Affiliation:
1. U.S. Geological Survey, Eastern Ecological Science Center, Leetown Research Laboratory Kearneysville West Virginia USA
2. Experimental Pathology Laboratories, Inc Sterling Virginia USA
3. U.S. Fish and Wildlife Service, Fish and Aquatic Conservation, Branch of Aquatic Invasive Species Falls Church Virginia USA
Abstract
AbstractObjectiveAt the U.S. Geological Survey Leetown Research Laboratory in Kearneysville, West Virginia, an approximately 3‐year‐old, captive‐held Northern Snakehead Channa argus with clinical signs of abdominal distention died and was necropsied 1 day after an examination under anesthesia. A mass discovered in the midcoelomic cavity, presumed to be deformed spleen, was comprised of large, pseudocystic structures that contained considerable volumes of opaque, straw‐colored fluid.MethodsA histopathological evaluation revealed that the tissue consisted of foci of small capillaries, nodular areas of proliferating, pleomorphic endothelial cells, and areas of necrosis within the pseudocyst wall. Positive nuclear and nonspecific immunolabeling with a vascular marker, cluster of differentiation 31, was concentrated in and around vascular spaces.ResultBased on these observations, the tumor has been putatively identified as a hemangioendothelial neoplasm.ConclusionThis would represent the first report of a vascular tumor in a Northern Snakehead and, globally, one of the few described neoplasms identified in a member of the Channidae family.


-- Work item --
Print, exactly and without pictures, the lines from the one where "Detect and localize" appears down to the end of the entries.

-- Supplied records --
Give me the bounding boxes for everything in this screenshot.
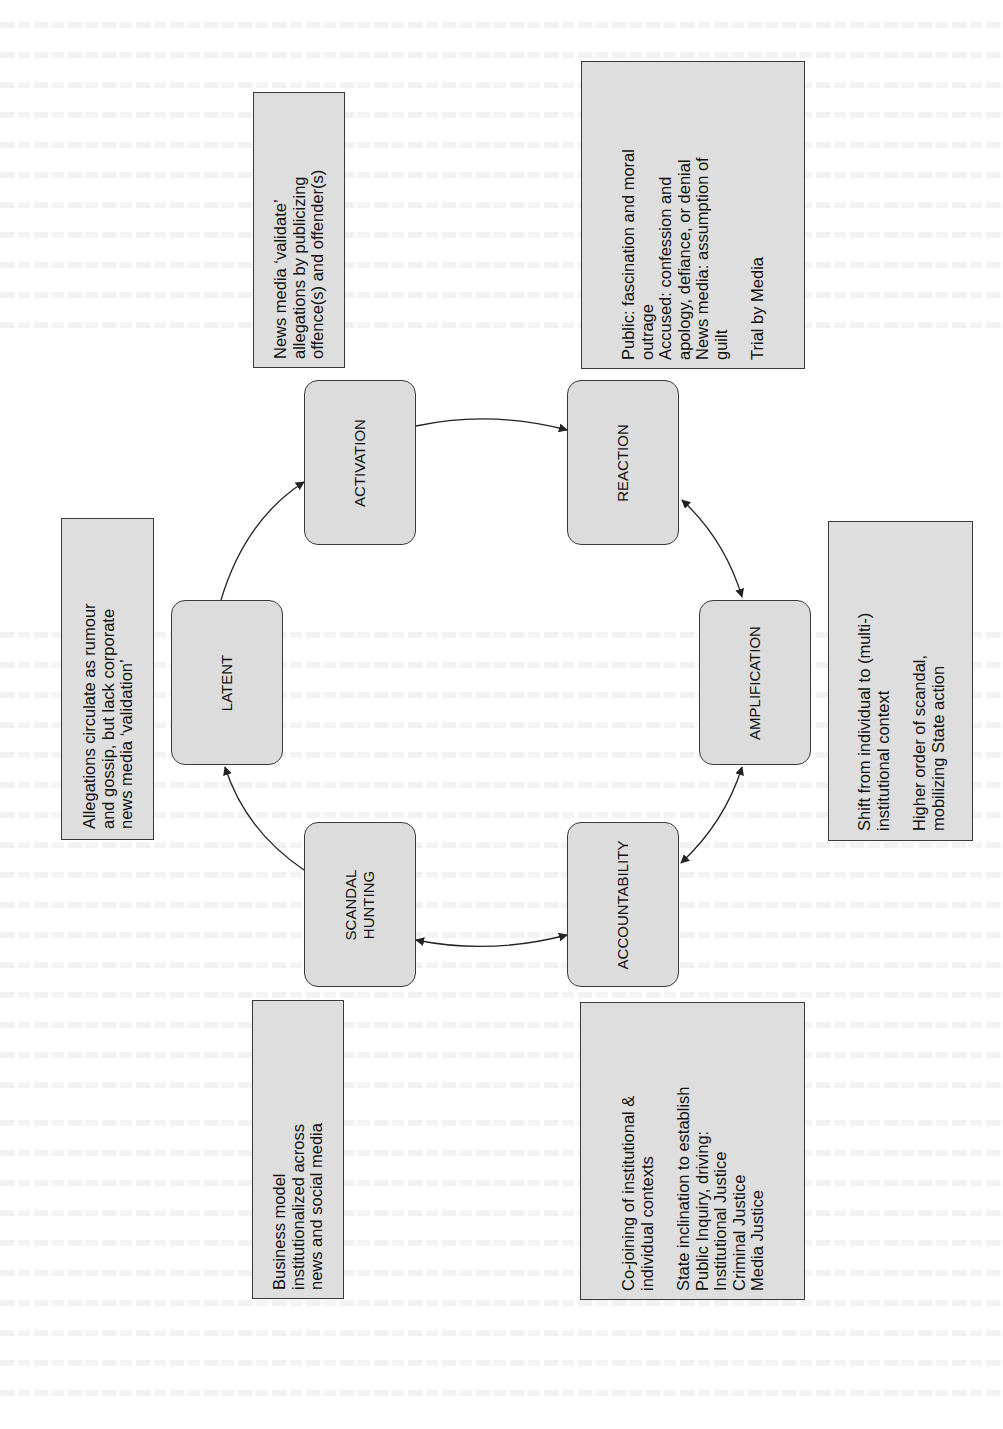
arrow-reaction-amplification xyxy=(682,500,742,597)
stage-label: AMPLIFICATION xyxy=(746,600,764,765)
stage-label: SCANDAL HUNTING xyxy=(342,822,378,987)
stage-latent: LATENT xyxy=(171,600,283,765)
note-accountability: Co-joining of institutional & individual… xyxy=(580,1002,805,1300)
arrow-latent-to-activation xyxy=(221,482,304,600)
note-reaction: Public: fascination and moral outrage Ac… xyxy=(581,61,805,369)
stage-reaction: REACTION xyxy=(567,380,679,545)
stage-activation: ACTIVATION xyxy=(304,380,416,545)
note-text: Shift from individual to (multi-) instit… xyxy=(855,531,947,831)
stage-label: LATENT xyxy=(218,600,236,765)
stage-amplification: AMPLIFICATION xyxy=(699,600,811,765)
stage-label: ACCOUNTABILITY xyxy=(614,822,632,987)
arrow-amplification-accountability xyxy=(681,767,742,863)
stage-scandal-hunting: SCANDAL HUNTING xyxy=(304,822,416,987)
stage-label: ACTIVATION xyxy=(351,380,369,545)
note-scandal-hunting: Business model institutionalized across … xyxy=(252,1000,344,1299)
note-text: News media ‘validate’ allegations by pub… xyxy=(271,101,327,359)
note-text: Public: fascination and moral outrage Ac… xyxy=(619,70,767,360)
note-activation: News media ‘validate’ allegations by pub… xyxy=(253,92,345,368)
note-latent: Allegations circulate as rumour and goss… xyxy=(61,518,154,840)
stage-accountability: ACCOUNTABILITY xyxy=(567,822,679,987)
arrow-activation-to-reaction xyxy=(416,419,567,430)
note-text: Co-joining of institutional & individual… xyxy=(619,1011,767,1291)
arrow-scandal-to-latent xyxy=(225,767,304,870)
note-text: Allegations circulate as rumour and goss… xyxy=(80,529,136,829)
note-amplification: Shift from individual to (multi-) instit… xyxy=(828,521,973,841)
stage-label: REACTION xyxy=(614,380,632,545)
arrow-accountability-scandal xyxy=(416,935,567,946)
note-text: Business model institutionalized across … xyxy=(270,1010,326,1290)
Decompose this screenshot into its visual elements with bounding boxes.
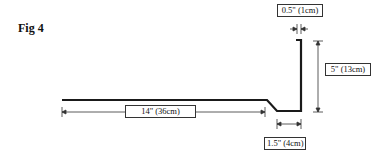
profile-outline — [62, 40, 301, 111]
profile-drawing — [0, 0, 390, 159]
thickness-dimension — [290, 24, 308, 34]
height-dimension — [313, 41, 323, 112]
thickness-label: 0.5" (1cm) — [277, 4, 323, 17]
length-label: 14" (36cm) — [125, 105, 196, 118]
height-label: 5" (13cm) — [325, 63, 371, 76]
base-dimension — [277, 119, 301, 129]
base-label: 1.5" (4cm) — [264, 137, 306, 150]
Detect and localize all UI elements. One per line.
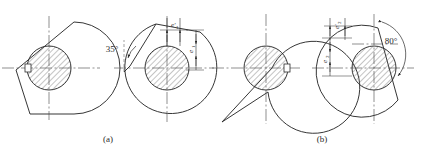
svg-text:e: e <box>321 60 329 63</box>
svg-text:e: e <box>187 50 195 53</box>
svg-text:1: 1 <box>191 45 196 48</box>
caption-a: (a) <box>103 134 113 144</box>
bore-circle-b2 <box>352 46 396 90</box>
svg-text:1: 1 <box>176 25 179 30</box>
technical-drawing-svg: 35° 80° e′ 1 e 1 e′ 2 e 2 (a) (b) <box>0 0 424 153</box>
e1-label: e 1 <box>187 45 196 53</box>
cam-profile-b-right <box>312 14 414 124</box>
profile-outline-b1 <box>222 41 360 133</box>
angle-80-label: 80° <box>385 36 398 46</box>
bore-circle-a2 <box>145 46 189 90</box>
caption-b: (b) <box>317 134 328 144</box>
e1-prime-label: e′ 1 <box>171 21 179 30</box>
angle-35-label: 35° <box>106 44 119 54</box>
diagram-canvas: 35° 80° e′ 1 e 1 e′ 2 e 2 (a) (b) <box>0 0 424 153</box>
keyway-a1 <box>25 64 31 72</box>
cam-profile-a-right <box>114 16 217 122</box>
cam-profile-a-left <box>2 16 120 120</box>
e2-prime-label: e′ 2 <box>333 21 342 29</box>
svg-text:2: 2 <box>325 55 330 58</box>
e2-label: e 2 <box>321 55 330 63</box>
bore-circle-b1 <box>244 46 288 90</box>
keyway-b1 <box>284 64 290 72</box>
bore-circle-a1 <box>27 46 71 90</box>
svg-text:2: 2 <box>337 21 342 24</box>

-- Your solution --
Detect and localize all UI elements. One per line.
svg-text:e: e <box>321 60 329 63</box>
svg-text:e: e <box>187 50 195 53</box>
svg-text:1: 1 <box>191 45 196 48</box>
caption-a: (a) <box>103 134 113 144</box>
bore-circle-b2 <box>352 46 396 90</box>
svg-text:1: 1 <box>176 25 179 30</box>
technical-drawing-svg: 35° 80° e′ 1 e 1 e′ 2 e 2 (a) (b) <box>0 0 424 153</box>
e1-label: e 1 <box>187 45 196 53</box>
cam-profile-b-right <box>312 14 414 124</box>
profile-outline-b1 <box>222 41 360 133</box>
angle-80-label: 80° <box>385 36 398 46</box>
bore-circle-a2 <box>145 46 189 90</box>
caption-b: (b) <box>317 134 328 144</box>
e1-prime-label: e′ 1 <box>171 21 179 30</box>
angle-35-label: 35° <box>106 44 119 54</box>
diagram-canvas: 35° 80° e′ 1 e 1 e′ 2 e 2 (a) (b) <box>0 0 424 153</box>
keyway-a1 <box>25 64 31 72</box>
cam-profile-a-right <box>114 16 217 122</box>
cam-profile-a-left <box>2 16 120 120</box>
e2-prime-label: e′ 2 <box>333 21 342 29</box>
svg-text:2: 2 <box>325 55 330 58</box>
e2-label: e 2 <box>321 55 330 63</box>
bore-circle-b1 <box>244 46 288 90</box>
keyway-b1 <box>284 64 290 72</box>
bore-circle-a1 <box>27 46 71 90</box>
svg-text:2: 2 <box>337 21 342 24</box>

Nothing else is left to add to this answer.